Hormone Patch Shortages Grow as Demand Surges, Mostly for Good Reasons
Estrogen patch prescriptions rose 86% since 2021, and the FDA's removal of a two-decade-old safety warning has pushed already-strained supplies into a nationwide crunch.

Women who rely on estradiol patches to manage menopause symptoms are calling pharmacies, driving between locations, and switching brands mid-treatment as a nationwide supply crunch drags into its second year. Transdermal estrogen patches, a commonly prescribed form of menopausal hormone therapy, are hard to find. For many patients, the disruption is not merely inconvenient: hot flashes, night sweats, and related symptoms return when doses are missed or treatments are abruptly switched.
Hormone replacement therapy prescriptions for women aged 50 to 65 increased 86 percent since 2021, according to Epic Research, which analyzes electronic health records nationwide. The sharpest acceleration came after November 2025, when the FDA removed the black box warning from all hormone therapy products containing estrogen. That warning, in place since 2003 following results from the large Women's Health Initiative study, had warned of increased risks of heart attacks, strokes, and pulmonary embolism. For years, it overstated those risks and discouraged both patients and clinicians from even discussing estrogen. The decision to remove it was evidence-based and long overdue, according to medical organizations that had been calling for the change for years.
The supply side was simply not ready. "There's just more demand for these medications, and I think it's exponentially risen over the last three or four years," said Dr. Rajita Patil, director of UCLA Health's Comprehensive Menopause Program. "I don't think that the supply chain was ready for that." Only a handful of companies produce estradiol transdermal patches. Major manufacturers include Noven Pharmaceuticals, Sandoz, and Mylan, with a small group of generic makers including Amneal and Zydus. When Bayer discontinued its Climara patch in late 2023, the already thin manufacturing base shrank further. When production slows or a product is discontinued, there is very little redundancy to buffer the impact. A disruption at even one manufacturer can ripple nationally.
Amneal Pharmaceuticals confirmed to NPR that "following the FDA's removal of boxed warnings on hormone replacement therapy, we have seen a significant increase in demand." The company added that the patches require specialized manufacturing and that there is "finite industry capacity" for producing them. Sandoz, the Switzerland-based maker of a widely used generic patch, said supply challenges were driven by a global shortage and "unprecedented demand that cannot be fully met at present," and that it was working to increase capacity. CVS confirmed that manufacturers have been unable to provide sufficient supplies of several estrogen products.

Dr. Kathleen Jordan, chief medical officer at Midi Health, a telehealth company specializing in women's health, said the company has seen intermittent shortages in pockets throughout the U.S. since 2022. The current shortage is causing more disruption than previous episodes. Clinicians have been steering patients toward alternatives where possible, including oral estradiol pills, topical gels, and creams, all of which deliver the same hormone through different mechanisms. Telehealth services that focus on hormone therapy are connecting patients with menopause specialists who can prescribe those alternatives.
The shortage exposes a structural flaw that extends beyond manufacturing logistics. Medical organizations openly acknowledged that removing the black box warning would increase interest in hormone therapy. That was the goal. Yet production capacity did not expand in anticipation of that shift, and no parallel investment was made to ensure supply would meet renewed demand. The American Society of Health-System Pharmacists lists multiple estrogen products with current or recent shortages, and the disruption is expected to persist through the end of 2026. For the millions of women who went untreated during two decades of overstated warnings, the wait for a stable supply is its own kind of injustice.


- TASK ITEM:
After finding "This screenshot has width=1155, height=554." in the data, write out its line and all following lines without change, up to and including the last one. Leave out pictures.

(Stored records)
·····

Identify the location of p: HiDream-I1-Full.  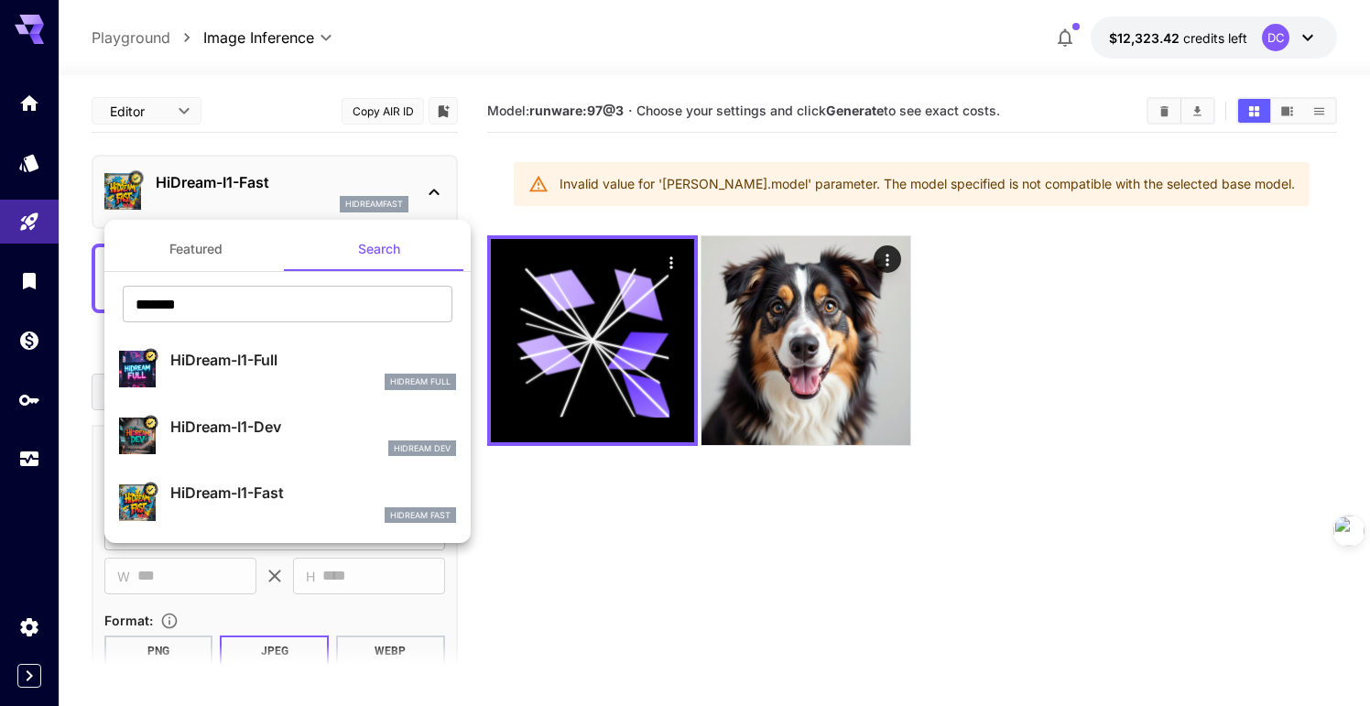
(313, 360).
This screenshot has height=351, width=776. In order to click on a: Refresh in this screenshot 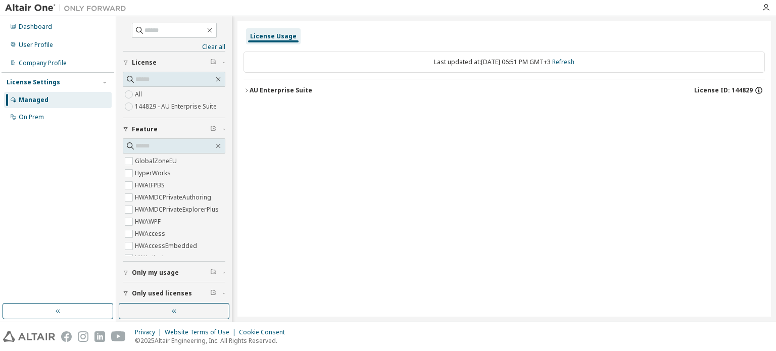, I will do `click(564, 62)`.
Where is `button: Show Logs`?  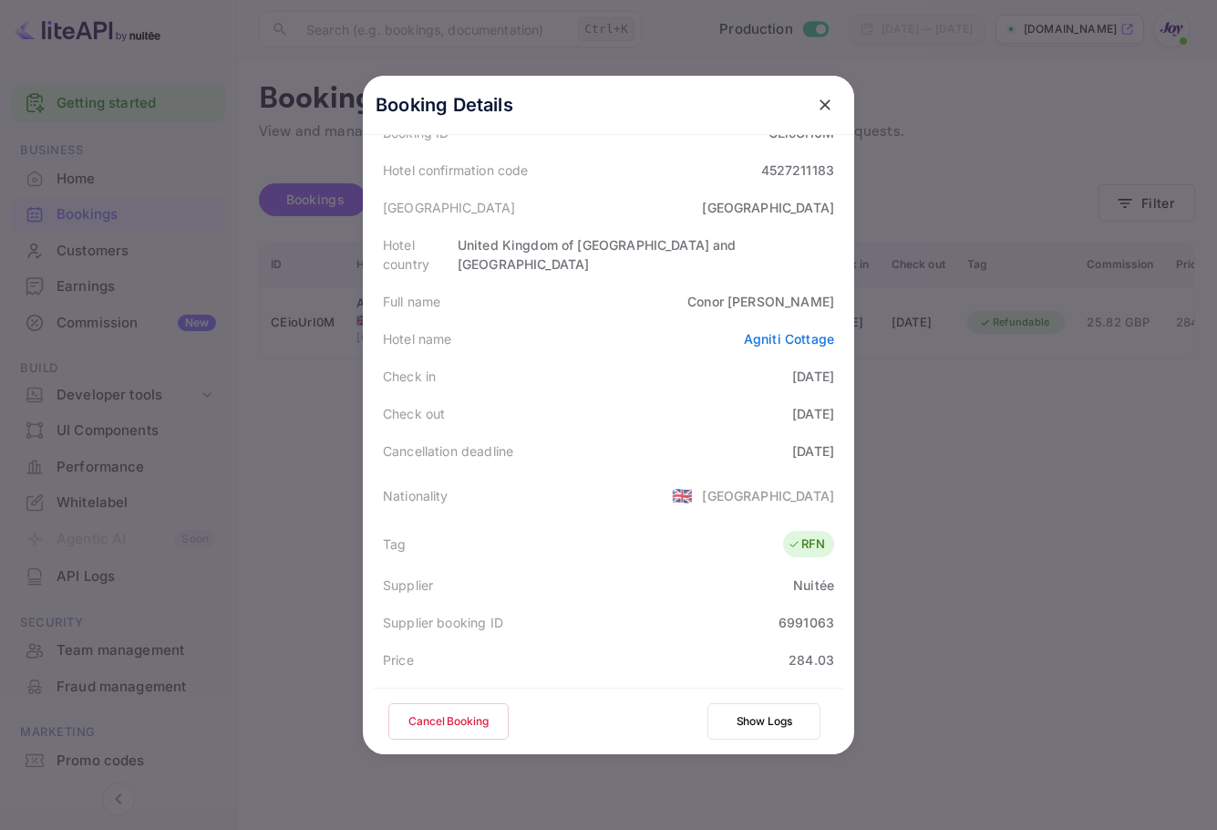
button: Show Logs is located at coordinates (764, 721).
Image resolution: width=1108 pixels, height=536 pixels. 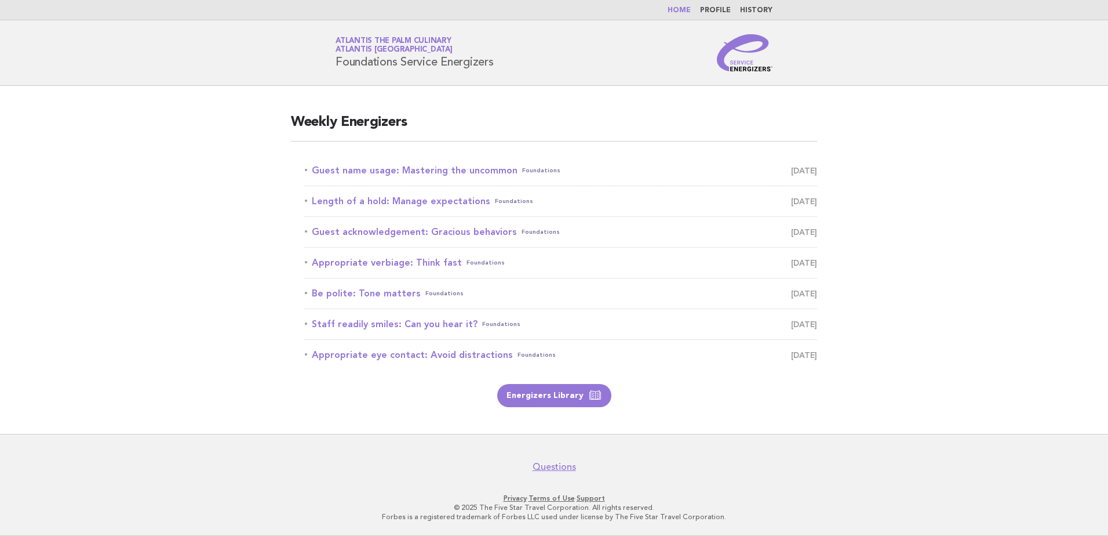 I want to click on a: Questions, so click(x=554, y=467).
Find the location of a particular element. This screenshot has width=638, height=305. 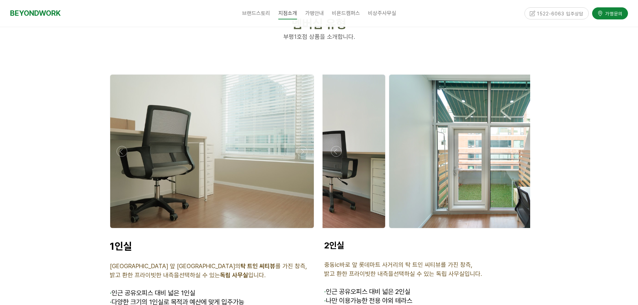

span: 나만 이용가능한 전용 야외 테라스 is located at coordinates (368, 301).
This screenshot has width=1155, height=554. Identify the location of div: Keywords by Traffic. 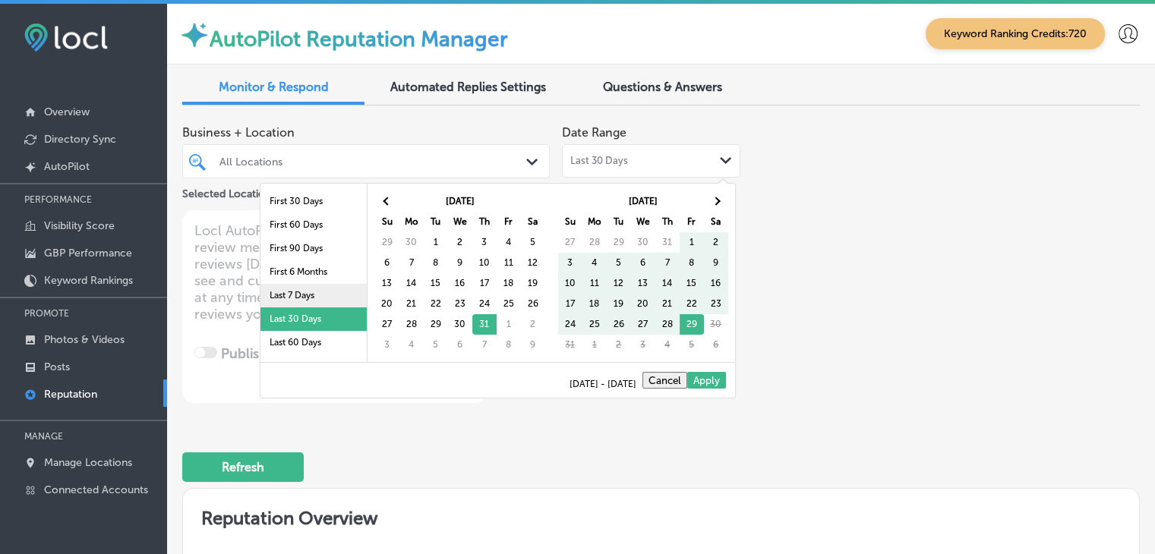
(212, 94).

·····

- RESULT OF THIS TASK:
This screenshot has width=1155, height=554. Identify the location of div: Keywords by Traffic. 
(212, 94).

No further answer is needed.